Typical Type I timeline from readiness start to report issuance: 3 to 6 months. Typical cost from the CPA firm: $15,000 to $35,000 for a mid-market scope.

When Type II is the real target

Type II is what enterprise procurement actually wants, because it shows evidence over time. Reasons to go straight to Type II:

  • The buyer has explicitly said “Type II report required”
  • You are selling into regulated industries where examiners or auditors are downstream
  • You have been operating the control environment for 6+ months and a short observation-period Type II is feasible
  • You have the budget to accept a longer runway

Typical Type II timeline: 6 to 18 months from readiness start, depending on observation period. Typical cost: $35,000 to $100,000 for the audit itself, plus the readiness work beforehand.

The readiness engagement is where most of the work happens

The audit itself is a few weeks of auditor time. The readiness work that makes the audit reach a clean opinion is 3 to 9 months of controlled setup, documentation and evidence accumulation.

A typical readiness engagement covers:

  • Scoping. What systems and data are in the audit boundary. What Trust Services Criteria apply. What is explicitly carved out.
  • Gap assessment. Current state of each in-scope control, documented.
  • Remediation. Building or hardening controls that are missing or weak. MFA, logging, access reviews, change management, vendor-risk, incident response.
  • Documentation. Policies, procedures, system descriptions.
  • Evidence accumulation. Monthly logs, access review records, vulnerability scan outputs, tabletop records. This is the material the auditor samples.
  • Pre-audit readiness review. A dry-run against the audit scope to catch issues before the auditor does.

A firm that skips readiness work and goes straight to audit finds expensive ways. Qualified opinions, report delays, rework cycles.

Who does what

A practical division of labor:

  • Your MSP or IT partner.
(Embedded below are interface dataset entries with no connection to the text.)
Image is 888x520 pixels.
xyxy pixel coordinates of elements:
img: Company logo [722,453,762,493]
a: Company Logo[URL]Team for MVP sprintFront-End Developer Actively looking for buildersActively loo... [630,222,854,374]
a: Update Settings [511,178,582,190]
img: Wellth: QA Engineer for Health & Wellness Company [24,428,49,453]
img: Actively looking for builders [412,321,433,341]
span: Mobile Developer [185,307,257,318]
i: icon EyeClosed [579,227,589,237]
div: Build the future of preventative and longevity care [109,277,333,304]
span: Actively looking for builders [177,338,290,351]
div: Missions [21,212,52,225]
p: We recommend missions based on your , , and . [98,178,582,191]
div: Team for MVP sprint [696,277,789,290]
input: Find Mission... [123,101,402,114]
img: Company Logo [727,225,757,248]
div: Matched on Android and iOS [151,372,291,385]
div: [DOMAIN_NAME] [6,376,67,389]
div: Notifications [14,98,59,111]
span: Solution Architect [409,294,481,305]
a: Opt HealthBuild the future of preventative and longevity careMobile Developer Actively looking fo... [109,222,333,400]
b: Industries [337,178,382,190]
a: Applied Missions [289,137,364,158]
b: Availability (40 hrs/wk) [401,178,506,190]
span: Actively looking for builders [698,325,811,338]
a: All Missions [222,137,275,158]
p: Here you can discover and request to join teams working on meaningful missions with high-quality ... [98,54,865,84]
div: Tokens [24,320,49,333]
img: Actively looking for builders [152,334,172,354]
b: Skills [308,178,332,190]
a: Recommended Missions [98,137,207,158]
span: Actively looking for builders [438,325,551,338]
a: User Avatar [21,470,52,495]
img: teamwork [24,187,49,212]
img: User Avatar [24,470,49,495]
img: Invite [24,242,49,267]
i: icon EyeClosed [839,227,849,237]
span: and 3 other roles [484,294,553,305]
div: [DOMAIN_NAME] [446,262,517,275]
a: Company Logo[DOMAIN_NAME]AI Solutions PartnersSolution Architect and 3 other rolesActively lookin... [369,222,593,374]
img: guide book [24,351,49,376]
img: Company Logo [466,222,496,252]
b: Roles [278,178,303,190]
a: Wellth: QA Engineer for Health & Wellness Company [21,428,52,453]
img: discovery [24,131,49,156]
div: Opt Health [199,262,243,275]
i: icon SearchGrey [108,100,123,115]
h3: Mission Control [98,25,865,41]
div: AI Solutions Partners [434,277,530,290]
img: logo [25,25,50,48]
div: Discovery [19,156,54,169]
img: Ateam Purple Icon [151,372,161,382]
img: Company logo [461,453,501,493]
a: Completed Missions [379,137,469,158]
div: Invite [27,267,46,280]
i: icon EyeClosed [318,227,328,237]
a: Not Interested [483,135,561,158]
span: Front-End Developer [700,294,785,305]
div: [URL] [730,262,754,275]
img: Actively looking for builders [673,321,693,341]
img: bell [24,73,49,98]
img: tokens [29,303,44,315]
Builds and operates the control environment. Maintains evidence. Advises on scope and design. Does not issue the report.
  • The CPA audit firm. Runs the audit. Issues the report. Independence rules prohibit the audit firm from running the program they are auditing.
  • Your GRC tool, optionally. Vanta, Drata, Secureframe, Thoropass. Useful for automating evidence collection once the program exists. Not a substitute for a real program.

Atticus Rowan operates in the first category. We guide companies preparing for SOC 2 Type I and Type II audits, building the control environment, operating it long enough to produce the evidence the auditor needs and coordinating with the SOC 2 audit firm. We are not a SOC 2 audit firm ourselves. We are the MSP that makes the audit reach a clean opinion.

How to decide which report to pursue

The decision tree:

  1. Does the buyer require Type II? Pursue Type II.
  2. Does the buyer accept Type I now with a Type II commitment later? Pursue Type I first, schedule Type II 6 to 9 months out.
  3. Is the program less than 6 months old? Type I is your realistic first step.
  4. Has the program operated cleanly for 6+ months? Type II is feasible directly.
  5. Is budget tight and a full Type II audit out of reach? Type I buys 12 months of credibility while you build toward Type II.

A common sequence we see: readiness engagement, Type I report, 12 months of operation, Type II report. That sequence is defensible and produces a progressively stronger artifact for each subsequent enterprise deal.

What to do before calling an audit firm

Call the MSP first. The reason is simple. An auditor walking into a program that is not ready will either decline the engagement, issue a qualified report or run a long rework cycle that delays the report and burns the fee. A readiness engagement avoids all three outcomes.

If your company is facing a SOC 2 request from an enterprise customer and you need to decide between Type I, Type II or a phased approach, schedule a discovery call. We can scope the readiness timeline against your deal pressure and your budget.